The Self-Improvement Paradox: Can Language Models Bootstrap Reasoning Capabilities without External Scaffolding?
Yutao Sun, Mingshuai Chen, Tiancheng Zhao, Ruochen Xu, Zilun Zhang, Jianwei Yin
TL;DR
Crescent introduces a fully autonomous framework for self-improvement of LLMs by generating high-quality domain-specific QA data without external supervision. Through bait prompting, rejection-sampling-based diversification, and majority-vote consensus, Crescent produces robust QA pairs used to fine-tune models, yielding notable improvements in math reasoning while preserving general capabilities. Extensive experiments on GSM8K, ASDiv, and GSM-Plus-mini show strong 0-shot gains and competitive 5-shot performance, with ablations confirming the necessity of diversification and consensus. The study also demonstrates Crescent’s effectiveness for distillation to weaker models and highlights its advantages over prompting-based approaches, suggesting practical pathways toward scalable, self-contained model improvement. Limitations include domain specificity and applicability to aligned models, pointing to future work in broader domains and baseline model types.
Abstract
Self-improving large language models (LLMs) -- i.e., to improve the performance of an LLM by fine-tuning it with synthetic data generated by itself -- is a promising way to advance the capabilities of LLMs while avoiding extensive supervision. Existing approaches to self-improvement often rely on external supervision signals in the form of seed data and/or assistance from third-party models. This paper presents Crescent -- a simple yet effective framework for generating high-quality synthetic question-answer data in a fully autonomous manner. Crescent first elicits the LLM to generate raw questions via a bait prompt, then diversifies these questions leveraging a rejection sampling-based self-deduplication, and finally feeds the questions to the LLM and collects the corresponding answers by means of majority voting. We show that Crescent sheds light on the potential of true self-improvement with zero external supervision signals for math reasoning; in particular, Crescent-generated question-answer pairs suffice to (i) improve the reasoning capabilities of an LLM while preserving its general performance (especially in the 0-shot setting); and (ii) distil LLM knowledge to weaker models more effectively than existing methods based on seed-dataset augmentation.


About this exercise
Tally the lines in the data below where the word "after" appears, and give the tally alone.

[Dataset items]

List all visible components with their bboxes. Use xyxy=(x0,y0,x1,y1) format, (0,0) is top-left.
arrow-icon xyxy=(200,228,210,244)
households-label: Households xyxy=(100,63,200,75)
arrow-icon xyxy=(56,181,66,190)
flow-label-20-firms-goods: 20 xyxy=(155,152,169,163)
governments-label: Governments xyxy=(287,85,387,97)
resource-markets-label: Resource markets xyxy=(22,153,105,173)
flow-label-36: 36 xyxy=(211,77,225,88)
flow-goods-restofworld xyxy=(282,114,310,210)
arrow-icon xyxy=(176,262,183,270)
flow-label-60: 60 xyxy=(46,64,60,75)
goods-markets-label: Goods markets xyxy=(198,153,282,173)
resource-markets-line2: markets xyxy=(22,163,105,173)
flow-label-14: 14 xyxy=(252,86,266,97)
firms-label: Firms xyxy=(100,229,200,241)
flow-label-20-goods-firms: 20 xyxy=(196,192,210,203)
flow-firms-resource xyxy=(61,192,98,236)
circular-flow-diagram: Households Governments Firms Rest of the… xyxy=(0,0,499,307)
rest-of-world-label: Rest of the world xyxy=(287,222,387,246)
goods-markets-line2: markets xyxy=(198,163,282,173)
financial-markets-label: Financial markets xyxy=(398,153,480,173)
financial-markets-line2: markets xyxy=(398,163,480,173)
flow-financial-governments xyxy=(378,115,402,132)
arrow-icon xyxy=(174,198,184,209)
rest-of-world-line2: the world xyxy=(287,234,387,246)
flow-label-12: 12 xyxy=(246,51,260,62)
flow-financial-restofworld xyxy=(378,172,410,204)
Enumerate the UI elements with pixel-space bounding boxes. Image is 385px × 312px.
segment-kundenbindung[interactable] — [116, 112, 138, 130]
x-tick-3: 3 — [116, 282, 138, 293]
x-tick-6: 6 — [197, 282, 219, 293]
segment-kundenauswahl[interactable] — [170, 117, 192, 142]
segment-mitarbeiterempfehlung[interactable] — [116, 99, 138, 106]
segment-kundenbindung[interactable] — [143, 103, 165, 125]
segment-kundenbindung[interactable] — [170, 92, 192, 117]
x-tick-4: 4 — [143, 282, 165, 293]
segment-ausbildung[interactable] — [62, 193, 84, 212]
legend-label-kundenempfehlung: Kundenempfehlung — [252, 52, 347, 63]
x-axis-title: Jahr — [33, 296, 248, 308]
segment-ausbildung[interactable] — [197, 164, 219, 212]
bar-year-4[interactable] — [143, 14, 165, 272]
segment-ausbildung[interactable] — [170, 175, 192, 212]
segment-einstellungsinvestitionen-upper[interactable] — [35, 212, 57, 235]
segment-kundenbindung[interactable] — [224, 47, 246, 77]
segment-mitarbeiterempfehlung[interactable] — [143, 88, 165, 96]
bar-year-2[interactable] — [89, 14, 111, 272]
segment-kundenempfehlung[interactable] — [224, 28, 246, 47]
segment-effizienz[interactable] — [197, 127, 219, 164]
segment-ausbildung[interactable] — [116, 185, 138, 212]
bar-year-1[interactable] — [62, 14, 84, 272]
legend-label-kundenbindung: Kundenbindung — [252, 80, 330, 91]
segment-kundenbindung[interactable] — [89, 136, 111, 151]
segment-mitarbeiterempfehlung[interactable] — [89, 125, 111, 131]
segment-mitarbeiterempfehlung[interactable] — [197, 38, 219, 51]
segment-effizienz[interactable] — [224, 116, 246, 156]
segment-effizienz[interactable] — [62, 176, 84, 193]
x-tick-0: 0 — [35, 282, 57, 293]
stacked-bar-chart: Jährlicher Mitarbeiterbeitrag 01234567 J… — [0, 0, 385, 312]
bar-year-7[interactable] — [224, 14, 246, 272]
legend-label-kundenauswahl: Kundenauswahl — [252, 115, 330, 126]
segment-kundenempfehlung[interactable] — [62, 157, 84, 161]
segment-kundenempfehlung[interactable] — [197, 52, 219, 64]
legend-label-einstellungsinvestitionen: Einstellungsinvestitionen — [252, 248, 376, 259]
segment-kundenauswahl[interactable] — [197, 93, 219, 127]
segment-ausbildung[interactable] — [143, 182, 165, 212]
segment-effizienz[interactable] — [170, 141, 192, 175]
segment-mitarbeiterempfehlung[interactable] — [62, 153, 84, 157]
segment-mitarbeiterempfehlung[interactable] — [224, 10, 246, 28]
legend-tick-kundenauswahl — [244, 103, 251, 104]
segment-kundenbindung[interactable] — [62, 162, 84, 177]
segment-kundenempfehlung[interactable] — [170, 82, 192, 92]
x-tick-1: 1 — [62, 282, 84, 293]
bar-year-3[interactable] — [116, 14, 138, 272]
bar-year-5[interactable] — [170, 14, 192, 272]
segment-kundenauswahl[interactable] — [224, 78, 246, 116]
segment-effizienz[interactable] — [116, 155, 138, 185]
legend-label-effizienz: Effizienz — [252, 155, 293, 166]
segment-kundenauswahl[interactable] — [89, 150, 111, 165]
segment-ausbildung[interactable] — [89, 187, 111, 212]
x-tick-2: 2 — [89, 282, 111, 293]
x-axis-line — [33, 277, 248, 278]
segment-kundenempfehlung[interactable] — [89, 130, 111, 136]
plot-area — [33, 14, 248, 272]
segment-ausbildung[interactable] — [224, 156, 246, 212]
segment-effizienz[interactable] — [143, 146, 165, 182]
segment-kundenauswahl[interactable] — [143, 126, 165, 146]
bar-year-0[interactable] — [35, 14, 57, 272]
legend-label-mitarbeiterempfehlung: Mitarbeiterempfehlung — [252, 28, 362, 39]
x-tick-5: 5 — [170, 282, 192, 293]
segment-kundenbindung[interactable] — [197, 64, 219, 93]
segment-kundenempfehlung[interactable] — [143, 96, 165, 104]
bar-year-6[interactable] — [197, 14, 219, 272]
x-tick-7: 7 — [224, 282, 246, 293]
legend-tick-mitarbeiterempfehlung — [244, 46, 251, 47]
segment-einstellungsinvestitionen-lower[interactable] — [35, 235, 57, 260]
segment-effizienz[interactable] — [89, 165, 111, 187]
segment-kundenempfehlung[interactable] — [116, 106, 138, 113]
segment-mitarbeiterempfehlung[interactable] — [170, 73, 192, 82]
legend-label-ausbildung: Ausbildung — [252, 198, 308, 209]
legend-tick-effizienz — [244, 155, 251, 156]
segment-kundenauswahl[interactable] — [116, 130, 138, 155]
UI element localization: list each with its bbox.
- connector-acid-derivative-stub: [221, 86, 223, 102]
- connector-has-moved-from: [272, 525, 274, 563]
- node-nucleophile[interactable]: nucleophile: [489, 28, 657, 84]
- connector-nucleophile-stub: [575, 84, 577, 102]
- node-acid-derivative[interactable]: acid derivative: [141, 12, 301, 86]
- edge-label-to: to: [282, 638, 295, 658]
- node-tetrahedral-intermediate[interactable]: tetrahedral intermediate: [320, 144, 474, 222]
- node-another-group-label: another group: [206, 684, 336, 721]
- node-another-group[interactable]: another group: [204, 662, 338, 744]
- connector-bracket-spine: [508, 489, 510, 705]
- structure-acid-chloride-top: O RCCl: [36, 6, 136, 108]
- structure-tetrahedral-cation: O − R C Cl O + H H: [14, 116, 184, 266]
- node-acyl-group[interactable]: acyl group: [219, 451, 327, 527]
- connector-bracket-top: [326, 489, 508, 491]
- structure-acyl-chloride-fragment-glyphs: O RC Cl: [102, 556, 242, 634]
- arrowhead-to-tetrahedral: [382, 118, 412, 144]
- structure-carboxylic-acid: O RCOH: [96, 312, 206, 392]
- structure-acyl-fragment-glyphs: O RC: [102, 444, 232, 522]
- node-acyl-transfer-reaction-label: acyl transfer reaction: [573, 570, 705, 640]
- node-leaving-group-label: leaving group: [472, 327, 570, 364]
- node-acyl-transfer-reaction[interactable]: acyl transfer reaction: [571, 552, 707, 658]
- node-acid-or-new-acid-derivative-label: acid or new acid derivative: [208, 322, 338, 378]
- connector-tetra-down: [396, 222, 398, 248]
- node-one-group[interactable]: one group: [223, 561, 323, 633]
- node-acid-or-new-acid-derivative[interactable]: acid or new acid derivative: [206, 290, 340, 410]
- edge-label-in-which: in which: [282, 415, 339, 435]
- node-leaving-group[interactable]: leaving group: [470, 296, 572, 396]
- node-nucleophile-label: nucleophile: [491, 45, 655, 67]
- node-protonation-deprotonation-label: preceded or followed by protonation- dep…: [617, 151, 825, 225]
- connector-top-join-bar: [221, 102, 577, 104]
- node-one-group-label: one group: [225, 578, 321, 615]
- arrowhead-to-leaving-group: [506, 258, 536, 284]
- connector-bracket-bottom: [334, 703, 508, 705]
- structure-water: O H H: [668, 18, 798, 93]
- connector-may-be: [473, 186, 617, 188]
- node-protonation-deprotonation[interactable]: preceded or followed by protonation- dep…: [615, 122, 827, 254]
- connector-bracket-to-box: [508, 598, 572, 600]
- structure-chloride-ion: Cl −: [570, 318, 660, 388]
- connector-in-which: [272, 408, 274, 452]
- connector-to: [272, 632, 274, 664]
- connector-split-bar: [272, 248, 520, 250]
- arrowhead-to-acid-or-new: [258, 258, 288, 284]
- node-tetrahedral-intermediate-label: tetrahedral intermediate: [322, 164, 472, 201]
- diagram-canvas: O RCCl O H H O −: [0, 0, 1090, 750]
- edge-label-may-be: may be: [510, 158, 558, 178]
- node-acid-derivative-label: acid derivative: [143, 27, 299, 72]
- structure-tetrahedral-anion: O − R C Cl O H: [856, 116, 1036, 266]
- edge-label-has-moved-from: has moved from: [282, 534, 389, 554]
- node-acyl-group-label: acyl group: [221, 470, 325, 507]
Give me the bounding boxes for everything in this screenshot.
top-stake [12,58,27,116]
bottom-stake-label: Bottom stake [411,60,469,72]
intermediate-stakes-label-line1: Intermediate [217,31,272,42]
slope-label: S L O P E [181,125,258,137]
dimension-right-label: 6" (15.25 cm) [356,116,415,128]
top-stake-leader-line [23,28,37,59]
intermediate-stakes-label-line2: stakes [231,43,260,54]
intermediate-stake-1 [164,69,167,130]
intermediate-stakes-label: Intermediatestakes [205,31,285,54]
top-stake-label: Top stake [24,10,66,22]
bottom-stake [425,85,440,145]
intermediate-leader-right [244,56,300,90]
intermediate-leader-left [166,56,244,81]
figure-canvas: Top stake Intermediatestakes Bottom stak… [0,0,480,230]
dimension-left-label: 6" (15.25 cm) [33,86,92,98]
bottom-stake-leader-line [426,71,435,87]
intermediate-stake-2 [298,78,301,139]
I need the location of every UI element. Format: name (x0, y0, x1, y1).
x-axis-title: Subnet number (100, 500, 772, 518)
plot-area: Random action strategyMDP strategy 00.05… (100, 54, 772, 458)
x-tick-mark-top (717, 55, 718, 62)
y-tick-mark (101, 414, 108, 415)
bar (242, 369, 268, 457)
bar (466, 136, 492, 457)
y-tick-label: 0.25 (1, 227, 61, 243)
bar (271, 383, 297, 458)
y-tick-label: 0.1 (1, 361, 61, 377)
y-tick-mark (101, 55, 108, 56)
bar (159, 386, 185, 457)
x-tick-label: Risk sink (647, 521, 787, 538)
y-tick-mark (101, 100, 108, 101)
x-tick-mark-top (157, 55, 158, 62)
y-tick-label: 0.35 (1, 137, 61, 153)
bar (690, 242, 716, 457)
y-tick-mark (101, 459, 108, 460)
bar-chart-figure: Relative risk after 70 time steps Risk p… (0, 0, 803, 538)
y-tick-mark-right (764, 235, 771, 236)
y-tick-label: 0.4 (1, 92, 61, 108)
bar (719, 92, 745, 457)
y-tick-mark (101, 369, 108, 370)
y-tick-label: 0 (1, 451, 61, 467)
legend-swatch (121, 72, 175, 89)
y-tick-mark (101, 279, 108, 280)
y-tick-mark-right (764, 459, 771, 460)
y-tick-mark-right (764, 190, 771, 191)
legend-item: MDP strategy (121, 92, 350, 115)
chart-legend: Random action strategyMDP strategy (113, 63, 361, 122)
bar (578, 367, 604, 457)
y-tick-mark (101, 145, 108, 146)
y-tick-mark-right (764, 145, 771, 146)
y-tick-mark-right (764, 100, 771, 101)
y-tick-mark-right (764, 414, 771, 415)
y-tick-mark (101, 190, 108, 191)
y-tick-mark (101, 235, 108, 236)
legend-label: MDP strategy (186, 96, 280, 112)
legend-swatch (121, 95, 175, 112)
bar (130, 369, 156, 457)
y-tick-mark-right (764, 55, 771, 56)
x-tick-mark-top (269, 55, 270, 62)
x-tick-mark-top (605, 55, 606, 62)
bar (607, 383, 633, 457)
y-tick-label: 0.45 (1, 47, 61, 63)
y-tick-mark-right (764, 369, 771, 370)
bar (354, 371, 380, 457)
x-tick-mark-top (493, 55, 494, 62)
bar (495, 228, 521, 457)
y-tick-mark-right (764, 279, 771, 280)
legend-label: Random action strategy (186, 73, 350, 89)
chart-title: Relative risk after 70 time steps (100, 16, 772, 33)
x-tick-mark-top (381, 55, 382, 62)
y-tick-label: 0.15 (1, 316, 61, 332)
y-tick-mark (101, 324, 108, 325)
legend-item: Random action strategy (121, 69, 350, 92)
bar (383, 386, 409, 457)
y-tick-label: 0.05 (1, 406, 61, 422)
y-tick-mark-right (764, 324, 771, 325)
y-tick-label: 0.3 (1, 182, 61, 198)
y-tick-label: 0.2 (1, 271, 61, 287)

Written solution
2